The NVA never took part in full-scale combat, although it participated in a support role in the suppression of the Prague Spring of 1968 and NVA officers often served as combat advisers in Africa. When the Soviet Union prepared to occupy Czechoslovakia, the GDR government originally planned to use the 7th Panzer Division and the 11th Motorized Infantry Division to support the intervention, but fear of international reaction to the deployment of German troops outside Germany for the first time since the Second World War caused second thoughts. Instead, the NVA provided logistical help when Soviet troops advanced into Czechoslovakia and stood at the border ready to intervene in the event that the Soviet Army could not quell the uprising.

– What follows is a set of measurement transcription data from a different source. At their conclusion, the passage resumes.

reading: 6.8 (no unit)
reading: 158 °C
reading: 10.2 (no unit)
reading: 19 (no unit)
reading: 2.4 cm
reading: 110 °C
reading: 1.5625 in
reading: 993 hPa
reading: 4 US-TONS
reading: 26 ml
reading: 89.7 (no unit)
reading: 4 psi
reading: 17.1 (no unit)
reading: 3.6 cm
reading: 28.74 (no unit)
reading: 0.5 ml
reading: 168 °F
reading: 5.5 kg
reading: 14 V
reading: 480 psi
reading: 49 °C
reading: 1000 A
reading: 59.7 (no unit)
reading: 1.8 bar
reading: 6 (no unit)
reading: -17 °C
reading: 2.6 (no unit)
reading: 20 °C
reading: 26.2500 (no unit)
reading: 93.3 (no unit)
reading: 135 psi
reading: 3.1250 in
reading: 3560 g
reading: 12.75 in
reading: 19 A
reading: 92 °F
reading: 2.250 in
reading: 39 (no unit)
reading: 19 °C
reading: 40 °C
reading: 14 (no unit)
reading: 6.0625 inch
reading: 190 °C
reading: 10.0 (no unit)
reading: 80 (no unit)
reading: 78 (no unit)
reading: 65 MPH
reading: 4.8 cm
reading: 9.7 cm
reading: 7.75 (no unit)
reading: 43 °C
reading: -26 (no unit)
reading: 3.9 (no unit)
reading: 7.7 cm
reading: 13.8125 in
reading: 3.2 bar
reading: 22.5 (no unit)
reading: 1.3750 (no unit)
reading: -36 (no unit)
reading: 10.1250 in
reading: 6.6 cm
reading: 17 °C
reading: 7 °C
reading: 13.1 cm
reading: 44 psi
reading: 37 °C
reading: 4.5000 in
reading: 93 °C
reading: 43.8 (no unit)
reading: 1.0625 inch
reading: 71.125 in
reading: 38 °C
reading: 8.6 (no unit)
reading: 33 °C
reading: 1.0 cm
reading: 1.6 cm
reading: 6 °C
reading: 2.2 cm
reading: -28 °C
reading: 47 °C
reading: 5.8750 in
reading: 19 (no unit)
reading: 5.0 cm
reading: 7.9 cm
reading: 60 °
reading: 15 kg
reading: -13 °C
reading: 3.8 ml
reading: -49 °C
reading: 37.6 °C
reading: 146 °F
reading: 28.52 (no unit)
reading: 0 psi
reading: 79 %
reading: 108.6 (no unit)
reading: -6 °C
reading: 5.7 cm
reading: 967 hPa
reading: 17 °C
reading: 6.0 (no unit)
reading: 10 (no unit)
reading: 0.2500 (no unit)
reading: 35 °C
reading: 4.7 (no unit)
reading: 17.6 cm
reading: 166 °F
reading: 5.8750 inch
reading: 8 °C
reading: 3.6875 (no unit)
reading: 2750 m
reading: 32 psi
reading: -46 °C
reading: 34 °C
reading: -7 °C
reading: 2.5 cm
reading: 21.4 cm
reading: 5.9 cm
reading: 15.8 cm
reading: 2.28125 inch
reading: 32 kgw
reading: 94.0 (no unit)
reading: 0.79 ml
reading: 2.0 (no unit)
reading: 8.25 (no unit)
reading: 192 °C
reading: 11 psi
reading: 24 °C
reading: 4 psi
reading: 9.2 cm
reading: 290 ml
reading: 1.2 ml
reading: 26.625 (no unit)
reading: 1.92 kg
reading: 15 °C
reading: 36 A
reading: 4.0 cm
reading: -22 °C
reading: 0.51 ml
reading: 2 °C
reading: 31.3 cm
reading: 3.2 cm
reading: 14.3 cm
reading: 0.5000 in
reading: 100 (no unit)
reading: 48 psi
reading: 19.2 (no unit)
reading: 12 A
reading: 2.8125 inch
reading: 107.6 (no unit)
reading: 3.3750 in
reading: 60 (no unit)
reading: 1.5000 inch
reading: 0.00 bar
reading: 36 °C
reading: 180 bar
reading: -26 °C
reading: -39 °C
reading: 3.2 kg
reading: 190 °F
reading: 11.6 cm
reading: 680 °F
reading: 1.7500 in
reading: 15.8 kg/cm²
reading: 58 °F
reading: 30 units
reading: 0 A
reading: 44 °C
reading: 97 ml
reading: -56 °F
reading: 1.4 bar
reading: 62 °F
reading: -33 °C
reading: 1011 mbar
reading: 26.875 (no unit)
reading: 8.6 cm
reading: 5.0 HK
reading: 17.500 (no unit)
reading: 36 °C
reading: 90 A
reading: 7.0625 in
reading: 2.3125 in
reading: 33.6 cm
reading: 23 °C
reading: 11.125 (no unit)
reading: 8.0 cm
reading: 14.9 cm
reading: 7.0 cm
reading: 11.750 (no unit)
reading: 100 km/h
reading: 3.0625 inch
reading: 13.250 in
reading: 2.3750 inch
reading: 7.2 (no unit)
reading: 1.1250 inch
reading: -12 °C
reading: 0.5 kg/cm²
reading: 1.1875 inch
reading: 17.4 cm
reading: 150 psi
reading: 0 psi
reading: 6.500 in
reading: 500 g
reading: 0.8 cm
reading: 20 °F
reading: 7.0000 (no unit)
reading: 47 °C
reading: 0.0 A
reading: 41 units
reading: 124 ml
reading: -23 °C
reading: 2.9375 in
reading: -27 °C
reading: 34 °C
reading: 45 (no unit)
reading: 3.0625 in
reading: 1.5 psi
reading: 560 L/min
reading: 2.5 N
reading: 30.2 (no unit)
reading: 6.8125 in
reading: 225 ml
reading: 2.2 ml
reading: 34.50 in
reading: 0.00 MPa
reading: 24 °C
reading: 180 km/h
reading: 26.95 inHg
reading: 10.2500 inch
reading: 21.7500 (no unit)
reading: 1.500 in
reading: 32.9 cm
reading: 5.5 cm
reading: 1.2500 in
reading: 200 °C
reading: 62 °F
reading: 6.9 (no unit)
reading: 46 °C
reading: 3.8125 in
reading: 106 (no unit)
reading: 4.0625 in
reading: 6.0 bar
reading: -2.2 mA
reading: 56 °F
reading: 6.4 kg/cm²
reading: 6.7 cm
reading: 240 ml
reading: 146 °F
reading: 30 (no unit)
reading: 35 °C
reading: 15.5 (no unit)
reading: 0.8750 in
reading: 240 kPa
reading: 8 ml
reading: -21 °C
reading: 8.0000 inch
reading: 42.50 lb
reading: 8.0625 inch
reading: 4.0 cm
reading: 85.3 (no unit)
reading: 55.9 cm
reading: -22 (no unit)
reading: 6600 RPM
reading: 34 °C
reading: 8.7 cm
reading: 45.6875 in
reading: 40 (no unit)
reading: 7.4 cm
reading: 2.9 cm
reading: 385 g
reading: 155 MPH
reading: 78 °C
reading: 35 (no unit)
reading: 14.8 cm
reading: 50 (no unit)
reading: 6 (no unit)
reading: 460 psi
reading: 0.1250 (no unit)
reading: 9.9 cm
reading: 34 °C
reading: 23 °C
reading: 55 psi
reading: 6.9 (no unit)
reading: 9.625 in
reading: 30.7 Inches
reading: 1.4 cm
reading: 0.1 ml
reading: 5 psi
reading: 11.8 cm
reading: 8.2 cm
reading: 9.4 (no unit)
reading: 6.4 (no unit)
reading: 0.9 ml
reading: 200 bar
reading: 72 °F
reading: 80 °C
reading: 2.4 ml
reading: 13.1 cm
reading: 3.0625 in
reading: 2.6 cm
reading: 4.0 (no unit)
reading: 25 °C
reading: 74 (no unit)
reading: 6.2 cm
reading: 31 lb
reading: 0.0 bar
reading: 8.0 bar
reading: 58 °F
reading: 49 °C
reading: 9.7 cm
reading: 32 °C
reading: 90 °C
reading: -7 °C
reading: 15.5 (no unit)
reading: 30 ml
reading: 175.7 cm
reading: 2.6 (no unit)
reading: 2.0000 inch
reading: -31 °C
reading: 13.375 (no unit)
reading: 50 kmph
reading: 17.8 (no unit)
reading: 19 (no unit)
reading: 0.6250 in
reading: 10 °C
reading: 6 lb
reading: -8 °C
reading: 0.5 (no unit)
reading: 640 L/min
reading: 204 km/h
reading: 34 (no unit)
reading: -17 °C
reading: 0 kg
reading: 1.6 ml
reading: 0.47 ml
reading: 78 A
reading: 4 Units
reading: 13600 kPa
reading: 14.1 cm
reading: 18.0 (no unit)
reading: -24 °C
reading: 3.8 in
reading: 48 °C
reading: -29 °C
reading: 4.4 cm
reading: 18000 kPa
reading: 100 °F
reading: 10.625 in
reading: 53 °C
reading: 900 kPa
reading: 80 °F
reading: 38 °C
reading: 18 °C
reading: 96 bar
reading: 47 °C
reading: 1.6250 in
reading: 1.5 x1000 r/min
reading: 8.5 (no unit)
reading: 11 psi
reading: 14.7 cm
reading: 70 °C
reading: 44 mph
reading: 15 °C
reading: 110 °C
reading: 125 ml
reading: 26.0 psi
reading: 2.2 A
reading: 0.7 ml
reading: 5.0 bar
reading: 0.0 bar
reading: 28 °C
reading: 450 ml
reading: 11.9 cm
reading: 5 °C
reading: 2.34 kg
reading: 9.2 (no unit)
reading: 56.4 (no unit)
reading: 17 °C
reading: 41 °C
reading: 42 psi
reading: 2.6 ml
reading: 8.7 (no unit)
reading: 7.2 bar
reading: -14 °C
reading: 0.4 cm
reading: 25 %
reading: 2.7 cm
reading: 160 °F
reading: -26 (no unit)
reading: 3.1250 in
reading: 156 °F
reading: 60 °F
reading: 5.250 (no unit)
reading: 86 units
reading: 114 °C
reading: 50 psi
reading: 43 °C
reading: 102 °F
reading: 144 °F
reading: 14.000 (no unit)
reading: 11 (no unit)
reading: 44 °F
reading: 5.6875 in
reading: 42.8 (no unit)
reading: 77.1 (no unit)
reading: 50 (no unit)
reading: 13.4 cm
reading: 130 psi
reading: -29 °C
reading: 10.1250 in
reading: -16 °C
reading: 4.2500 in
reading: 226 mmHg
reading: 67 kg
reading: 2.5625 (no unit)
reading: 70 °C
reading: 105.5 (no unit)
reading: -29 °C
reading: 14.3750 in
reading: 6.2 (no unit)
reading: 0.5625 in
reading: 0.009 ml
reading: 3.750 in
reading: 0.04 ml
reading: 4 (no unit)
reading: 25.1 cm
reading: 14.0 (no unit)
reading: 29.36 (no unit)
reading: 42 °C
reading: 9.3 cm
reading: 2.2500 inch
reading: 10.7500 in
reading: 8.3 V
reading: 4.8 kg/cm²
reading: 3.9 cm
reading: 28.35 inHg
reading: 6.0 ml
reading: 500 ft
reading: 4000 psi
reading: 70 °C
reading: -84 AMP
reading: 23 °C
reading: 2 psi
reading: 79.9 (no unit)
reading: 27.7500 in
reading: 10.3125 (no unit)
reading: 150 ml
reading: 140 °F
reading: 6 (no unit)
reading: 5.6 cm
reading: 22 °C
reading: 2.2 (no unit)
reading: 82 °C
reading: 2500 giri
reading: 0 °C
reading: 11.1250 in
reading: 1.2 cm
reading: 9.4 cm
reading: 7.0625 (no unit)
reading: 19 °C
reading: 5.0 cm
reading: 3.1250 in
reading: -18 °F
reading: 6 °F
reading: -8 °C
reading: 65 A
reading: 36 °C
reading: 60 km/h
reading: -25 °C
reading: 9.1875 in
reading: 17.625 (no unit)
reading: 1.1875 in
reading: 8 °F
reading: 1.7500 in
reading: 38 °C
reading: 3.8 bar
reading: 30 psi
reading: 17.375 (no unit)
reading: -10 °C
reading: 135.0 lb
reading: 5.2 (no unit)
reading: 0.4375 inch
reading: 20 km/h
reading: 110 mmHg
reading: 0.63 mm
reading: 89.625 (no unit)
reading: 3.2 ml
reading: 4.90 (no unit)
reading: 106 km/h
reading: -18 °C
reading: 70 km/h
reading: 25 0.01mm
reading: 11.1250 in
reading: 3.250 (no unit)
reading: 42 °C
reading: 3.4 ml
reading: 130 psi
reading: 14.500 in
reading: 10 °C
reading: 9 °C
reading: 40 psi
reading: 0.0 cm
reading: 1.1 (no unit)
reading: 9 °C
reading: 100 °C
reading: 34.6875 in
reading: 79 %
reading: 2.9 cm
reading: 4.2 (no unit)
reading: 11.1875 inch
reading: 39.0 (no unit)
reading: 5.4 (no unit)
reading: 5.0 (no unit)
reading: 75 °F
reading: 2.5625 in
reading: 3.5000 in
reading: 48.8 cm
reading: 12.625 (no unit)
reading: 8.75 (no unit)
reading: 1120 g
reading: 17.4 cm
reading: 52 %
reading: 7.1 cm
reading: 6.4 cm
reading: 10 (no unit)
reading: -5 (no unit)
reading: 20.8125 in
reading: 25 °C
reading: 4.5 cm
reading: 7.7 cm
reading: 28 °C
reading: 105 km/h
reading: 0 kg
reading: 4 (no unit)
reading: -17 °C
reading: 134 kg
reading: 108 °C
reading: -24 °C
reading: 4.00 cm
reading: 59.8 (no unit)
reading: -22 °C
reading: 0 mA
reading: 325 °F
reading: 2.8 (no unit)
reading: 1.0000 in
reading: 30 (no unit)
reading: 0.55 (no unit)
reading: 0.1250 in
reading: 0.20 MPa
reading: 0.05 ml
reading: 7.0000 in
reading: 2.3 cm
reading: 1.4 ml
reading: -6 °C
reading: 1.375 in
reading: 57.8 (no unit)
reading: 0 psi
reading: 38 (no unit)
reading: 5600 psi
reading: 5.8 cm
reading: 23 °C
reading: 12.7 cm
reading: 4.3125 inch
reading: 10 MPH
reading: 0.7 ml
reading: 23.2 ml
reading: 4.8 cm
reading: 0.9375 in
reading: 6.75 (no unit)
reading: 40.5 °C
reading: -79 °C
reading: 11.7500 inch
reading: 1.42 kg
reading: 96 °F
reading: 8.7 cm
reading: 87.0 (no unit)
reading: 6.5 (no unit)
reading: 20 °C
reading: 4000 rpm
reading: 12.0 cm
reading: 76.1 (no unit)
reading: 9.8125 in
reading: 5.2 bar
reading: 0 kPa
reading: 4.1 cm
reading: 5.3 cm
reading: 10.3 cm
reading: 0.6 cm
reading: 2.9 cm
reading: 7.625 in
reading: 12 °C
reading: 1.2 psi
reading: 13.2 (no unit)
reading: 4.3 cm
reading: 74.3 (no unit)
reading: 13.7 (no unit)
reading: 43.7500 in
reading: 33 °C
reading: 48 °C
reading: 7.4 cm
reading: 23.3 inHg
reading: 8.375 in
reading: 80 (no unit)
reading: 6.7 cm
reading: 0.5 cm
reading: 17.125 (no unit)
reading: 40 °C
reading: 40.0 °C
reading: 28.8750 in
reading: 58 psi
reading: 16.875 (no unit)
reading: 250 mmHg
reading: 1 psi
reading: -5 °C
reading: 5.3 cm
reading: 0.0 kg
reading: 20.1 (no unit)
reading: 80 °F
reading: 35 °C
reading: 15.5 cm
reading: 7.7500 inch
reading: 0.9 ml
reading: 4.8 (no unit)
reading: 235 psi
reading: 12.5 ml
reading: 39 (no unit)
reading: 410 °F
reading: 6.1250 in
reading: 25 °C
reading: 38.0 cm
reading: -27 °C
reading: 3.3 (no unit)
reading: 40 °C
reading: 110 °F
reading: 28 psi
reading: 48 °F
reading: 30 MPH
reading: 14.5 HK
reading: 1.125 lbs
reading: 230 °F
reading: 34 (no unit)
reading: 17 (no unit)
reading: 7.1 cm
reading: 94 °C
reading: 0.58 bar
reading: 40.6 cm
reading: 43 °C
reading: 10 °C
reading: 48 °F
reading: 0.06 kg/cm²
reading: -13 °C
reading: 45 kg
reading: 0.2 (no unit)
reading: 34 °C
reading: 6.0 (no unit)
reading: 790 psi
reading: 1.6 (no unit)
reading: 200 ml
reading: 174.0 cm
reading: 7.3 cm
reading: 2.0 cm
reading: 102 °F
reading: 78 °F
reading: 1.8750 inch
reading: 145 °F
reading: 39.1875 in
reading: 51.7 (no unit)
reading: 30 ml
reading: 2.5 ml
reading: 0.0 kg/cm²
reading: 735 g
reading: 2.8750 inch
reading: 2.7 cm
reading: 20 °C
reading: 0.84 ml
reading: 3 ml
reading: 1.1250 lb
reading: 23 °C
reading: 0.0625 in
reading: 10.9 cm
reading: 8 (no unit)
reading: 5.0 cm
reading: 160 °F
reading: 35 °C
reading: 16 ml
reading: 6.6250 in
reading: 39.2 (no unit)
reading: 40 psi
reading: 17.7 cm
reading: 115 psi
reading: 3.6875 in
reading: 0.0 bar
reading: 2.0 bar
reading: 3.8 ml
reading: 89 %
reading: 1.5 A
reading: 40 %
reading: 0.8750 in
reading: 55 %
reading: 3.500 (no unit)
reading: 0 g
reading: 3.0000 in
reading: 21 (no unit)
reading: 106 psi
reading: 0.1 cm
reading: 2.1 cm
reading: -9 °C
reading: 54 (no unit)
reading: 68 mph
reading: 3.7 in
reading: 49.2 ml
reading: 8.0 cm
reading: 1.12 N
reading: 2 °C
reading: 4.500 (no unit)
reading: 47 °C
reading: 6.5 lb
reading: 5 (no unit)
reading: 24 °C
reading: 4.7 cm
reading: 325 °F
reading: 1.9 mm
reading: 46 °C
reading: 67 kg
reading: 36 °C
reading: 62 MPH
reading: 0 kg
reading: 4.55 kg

During the 1970s, and increasingly in the 1980s, the NVA achieved new standards of mobilization times and combat readiness (Gefechtsbereitschaft). The North Atlantic Treaty Organisation's (NATO) submarine-based missiles were seen as its most potent weapon and the hardest to defend against. Ultimately, 85 per cent of all NVA units were on constant alert and trained to depart within 25 to 30 minutes from their bases to designated areas about five to seven kilometers apart. Mobilization of reserves would have been completed within two days. These unprecedented levels of combat readiness were considered the major asset of GDR military deterrence but have never been proven to be accurate. These preparedness levels placed a huge strain on military professionals and conscripts alike.〔Private Archive BS, unpublished author’s interview with Major General Hans-Werner Deim in Washington on 28 May 2005. PHP Archive, unpublished interview with Admiral Theodor Hoffmann, Berlin, 24 October 2002〕
In the early 1970s the NVA was assigned the wartime mission of capturing West Berlin by the Group of Soviet Forces in Germany high command.〔David Stone, 'Fighting for the Fatherland: The Story of the German Soldier from 1648 to the Present Day,' Conway, London, 2006, p.385-6, ISBN 1-84486-036-1, drawing upon Colonel AD Meek, 'Operation Centre,' British Army Review, No. 107, 1994〕 The NVA plan for the operation was designated 'Operation Centre' and called for some 32,000 troops in two divisions, accompanied by the GSFG's 6th Guards Separate Motor Rifle Brigade. The plan was regularly updated until 1988, when a less ambitious plan that simply aimed at containing Berlin was substituted.
In the autumn of 1981, the NVA stood ready to intervene in Poland in support of a possible Soviet invasion, but the declaration of martial law in Poland averted the crisis.
The NVA was in a state of heightened combat readiness on several occasions, including the construction of the Berlin Wall in 1961, the Cuban Missile Crisis in 1962, the 1968 Warsaw Pact intervention in Czechoslovakia, and, for the last time, in late 1989 as protests swept through the country.